Platforms: MT4 · MT5 · cTrader · TradingView

IG

Est. 1974 · IG Marketing Partnership

FCAUnited KingdomBaFinGermany

Founded in 1974, IG is one of the longest-established CFD providers, regulated by the FCA in the UK and BaFin in Germany. It offers its own platform alongside MT4 and ProRealTime. Verify the serving entity on the relevant register before depositing.

Platforms: IG platform · MT4 · ProRealTime

eToro

Est. 2007 · eToro Partners

CySECCyprusFCAUnited KingdomASICAustralia

Founded in 2007, eToro is a multi-regulated broker (CySEC, FCA, ASIC) known for its single proprietary social-trading platform. The entity and protections that apply depend on your country — confirm on the relevant register before depositing.

Platforms: eToro platform

Saxo

Est. 1992 · Saxo partner programme

DFSADenmarkFCAUnited Kingdom

Founded in 1992, Saxo Bank is a regulated investment bank (DFSA in Denmark, FCA in the UK) running its own SaxoTraderGO and SaxoTraderPRO platforms. Confirm the entity that serves your country on the relevant register before depositing.

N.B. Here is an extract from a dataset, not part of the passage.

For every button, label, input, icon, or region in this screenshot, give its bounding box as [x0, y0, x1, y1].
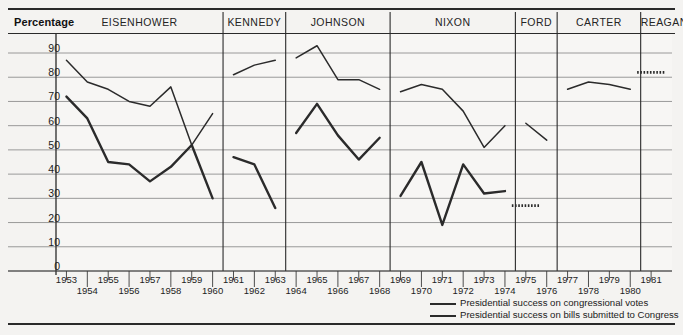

Platforms: SaxoTraderGO · SaxoTraderPRO

CMC Markets

Est. 1989 · CMC partner programme

FCAUnited KingdomBaFinGermany

Founded in 1989, CMC Markets is a long-established, FCA- and BaFin-regulated CFD provider running its own Next Generation platform alongside MT4. Verify the licensed entity that serves your country before depositing.

Platforms: Next Generation · MT4

Is forex trading legal and regulated in the UK?

Yes. Retail forex and CFD trading is legal in the UK and supervised by the FCA. After leaving the EU, the UK retained the substance of the ESMA product-intervention measures in its own rulebook: leverage on major FX pairs is capped at 30:1 for retail clients, negative-balance protection is mandatory, and binary options remain banned for retail.

On top of those product rules, the UK applies the s.21 financial-promotions regime — a financial promotion must be issued or approved by an FCA-authorised firm — and the Consumer Duty, which requires firms to deliver good outcomes and avoid foreseeable harm. For a trader, this means UK-facing broker communications should be balanced and not downplay risk; aggressive 'get rich' marketing is a red flag, not a feature.

How to choose a broker as a UK trader

Begin on the FCA Register. Search the exact firm name and confirm it is authorised (not merely 'registered' for a narrow purpose), that the permissions cover dealing in investments as principal, and that the website and contact details match — clone firms copying a genuine firm's details are a known scam, and the FCA publishes warnings about them.

Then compare total trading cost: spread, commission and overnight financing, plus any inactivity or withdrawal fees. UK traders should also check whether eligible claims would be covered by the Financial Services Compensation Scheme (FSCS) if the firm failed, and whether client money is held under the FCA's client-money rules. We do not rank brokers higher for paying commission — our assessment is independent of any partnership.

What protections do UK retail traders have?

UK retail clients get a 30:1 cap on major-pair leverage, negative-balance protection, a standardised risk warning stating the share of the firm's retail accounts that lose money, and the protection of the Consumer Duty and financial-promotions rules against misleading marketing.

Client money at an FCA-authorised firm must be segregated under the client-money (CASS) rules, and eligible claimants may be covered by the FSCS up to its statutory limit if the firm becomes insolvent. As always, the protection attaches to the specific authorised entity — confirm which entity holds your account before funding it.

Frequently asked questions

Is forex trading legal in the UK?

Yes. It is legal and regulated by the FCA, which applies a 30:1 retail leverage cap on majors, negative-balance protection, the s.21 financial-promotions regime and the Consumer Duty. Always confirm a firm on the FCA Register before depositing.

How do I check a UK broker is FCA-regulated?

Search the exact firm name on the FCA Register at register.fca.org.uk, confirm it is authorised with the right permissions, and cross-check the website, phone and address against the register to rule out a clone firm.